Two years ago, the inaugural issue of The Socionomist published Alan Hall's landmark study, "A Socionomic View of Epidemic Disease," which examined the correlation between social mood and public health. Here is an excerpt of Hall's report (available in full, here):
 
As recently as 2000, public health officials said measles had been eradicated from the United States, but in 2008, cases resurged to their highest level since 1996.
 
The CDC’s most recent U.S. data (through July 31, 2008) shows a 68% increase over the number of measles cases reported in all of 2007.
 
 The recent “unprecedented” measles outbreak in the U.S., along with similar outbreaks in Switzerland, U.K, Australia, and Vietnam, were fueled by complacency, reduced funding, and importation via travel and immigration—all symptoms of the peak in positive social mood that augured a major trend change.
 
The popularity of the anti-vaccination movement in the U.S. and Europe is another indication of social confidence about the state of human health.

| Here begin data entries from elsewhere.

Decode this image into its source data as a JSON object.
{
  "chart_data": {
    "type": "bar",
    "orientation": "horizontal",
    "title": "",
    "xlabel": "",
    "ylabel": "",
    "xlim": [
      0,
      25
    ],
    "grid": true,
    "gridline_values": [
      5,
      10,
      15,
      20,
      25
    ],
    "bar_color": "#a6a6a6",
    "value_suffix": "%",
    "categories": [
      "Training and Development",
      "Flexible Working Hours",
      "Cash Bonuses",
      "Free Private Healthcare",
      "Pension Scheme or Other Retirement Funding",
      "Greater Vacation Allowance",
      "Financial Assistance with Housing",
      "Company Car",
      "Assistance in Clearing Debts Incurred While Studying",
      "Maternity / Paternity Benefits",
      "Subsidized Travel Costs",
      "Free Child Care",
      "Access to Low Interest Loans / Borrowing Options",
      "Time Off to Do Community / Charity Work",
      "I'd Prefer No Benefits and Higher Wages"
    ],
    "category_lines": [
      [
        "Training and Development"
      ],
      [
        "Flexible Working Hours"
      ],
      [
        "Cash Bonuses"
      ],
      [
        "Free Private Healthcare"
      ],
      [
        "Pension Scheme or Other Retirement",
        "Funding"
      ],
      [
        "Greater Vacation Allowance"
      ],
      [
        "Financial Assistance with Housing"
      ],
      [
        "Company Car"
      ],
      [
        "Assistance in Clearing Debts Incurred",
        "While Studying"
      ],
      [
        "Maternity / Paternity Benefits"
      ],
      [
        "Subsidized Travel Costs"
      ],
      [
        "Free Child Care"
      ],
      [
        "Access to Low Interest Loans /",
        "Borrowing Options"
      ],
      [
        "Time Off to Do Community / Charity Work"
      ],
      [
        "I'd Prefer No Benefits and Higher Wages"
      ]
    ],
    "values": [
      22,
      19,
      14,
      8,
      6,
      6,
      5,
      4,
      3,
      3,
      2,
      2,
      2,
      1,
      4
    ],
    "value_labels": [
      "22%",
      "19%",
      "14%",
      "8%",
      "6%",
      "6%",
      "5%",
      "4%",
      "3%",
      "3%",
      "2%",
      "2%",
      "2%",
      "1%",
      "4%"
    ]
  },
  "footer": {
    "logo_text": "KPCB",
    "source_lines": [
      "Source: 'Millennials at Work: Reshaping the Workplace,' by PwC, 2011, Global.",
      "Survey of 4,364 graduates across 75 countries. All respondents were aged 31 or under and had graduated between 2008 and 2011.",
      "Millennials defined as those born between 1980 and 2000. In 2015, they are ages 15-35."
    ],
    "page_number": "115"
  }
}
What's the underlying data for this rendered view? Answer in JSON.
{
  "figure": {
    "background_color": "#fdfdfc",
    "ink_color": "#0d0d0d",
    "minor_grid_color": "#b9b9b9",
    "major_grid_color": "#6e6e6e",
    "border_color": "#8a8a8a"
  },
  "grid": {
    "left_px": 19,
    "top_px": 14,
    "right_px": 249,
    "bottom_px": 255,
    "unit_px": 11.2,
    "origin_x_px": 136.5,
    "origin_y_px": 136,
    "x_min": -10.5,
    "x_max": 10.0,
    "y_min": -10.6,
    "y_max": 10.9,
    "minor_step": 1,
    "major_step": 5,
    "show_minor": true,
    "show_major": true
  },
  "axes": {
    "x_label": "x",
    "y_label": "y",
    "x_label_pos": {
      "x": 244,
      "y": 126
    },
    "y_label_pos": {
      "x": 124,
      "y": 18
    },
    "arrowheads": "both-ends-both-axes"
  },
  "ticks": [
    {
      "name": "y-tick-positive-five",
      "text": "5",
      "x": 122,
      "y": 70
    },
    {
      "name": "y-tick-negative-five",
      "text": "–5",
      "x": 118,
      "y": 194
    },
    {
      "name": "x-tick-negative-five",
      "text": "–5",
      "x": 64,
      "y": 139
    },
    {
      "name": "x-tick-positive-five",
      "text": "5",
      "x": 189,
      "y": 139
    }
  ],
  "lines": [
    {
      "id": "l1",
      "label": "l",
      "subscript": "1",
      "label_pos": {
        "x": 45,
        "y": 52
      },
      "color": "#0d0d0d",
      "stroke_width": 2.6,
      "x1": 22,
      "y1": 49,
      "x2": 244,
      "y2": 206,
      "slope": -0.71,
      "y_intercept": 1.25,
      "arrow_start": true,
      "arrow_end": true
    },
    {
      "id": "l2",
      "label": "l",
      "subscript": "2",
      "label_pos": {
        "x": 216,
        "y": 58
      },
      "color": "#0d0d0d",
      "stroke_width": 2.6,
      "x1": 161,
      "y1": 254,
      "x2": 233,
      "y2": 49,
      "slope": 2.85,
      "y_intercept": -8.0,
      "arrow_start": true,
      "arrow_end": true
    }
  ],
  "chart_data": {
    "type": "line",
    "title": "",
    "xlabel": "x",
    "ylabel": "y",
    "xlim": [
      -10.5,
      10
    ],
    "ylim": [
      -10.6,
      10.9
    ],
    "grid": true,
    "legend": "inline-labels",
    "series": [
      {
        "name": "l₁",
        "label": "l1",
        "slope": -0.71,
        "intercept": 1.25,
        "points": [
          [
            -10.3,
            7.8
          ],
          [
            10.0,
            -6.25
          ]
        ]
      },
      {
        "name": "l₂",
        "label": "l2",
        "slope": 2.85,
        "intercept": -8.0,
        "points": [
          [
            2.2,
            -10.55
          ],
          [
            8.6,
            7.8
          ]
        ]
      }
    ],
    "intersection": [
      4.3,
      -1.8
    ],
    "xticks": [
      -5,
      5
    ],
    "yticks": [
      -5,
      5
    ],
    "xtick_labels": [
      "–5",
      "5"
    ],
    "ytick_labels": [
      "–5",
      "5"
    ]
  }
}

Complacency about disease may be the ultimate expression of overconfidence.
 
                                                                                                                The Socionomist, April 2009
 
In the same report, Hall wrote that “Socionomics posits that the trends in social mood—widely-shared feelings including those of optimism and pessimism—unfold in a hierarchical pattern of similarly-shaped waves that are visible in charts of stock prices, our most sensitive meter of social mood. Major epidemics occur near lows in social mood—often near significant, fearful bottoms in stock prices—and can persist well into the subsequent uptrend.”
 
We published that first issue of The Socionomist in the midst of a major market change. Each month since then, our team has helped subscribers "immunize" themselves against the social mood changes that drive the financial markets and other social events.
 
In the context of current market activity, this latest news is an obvious reminder of the relevance of the socionomic perspective to public health.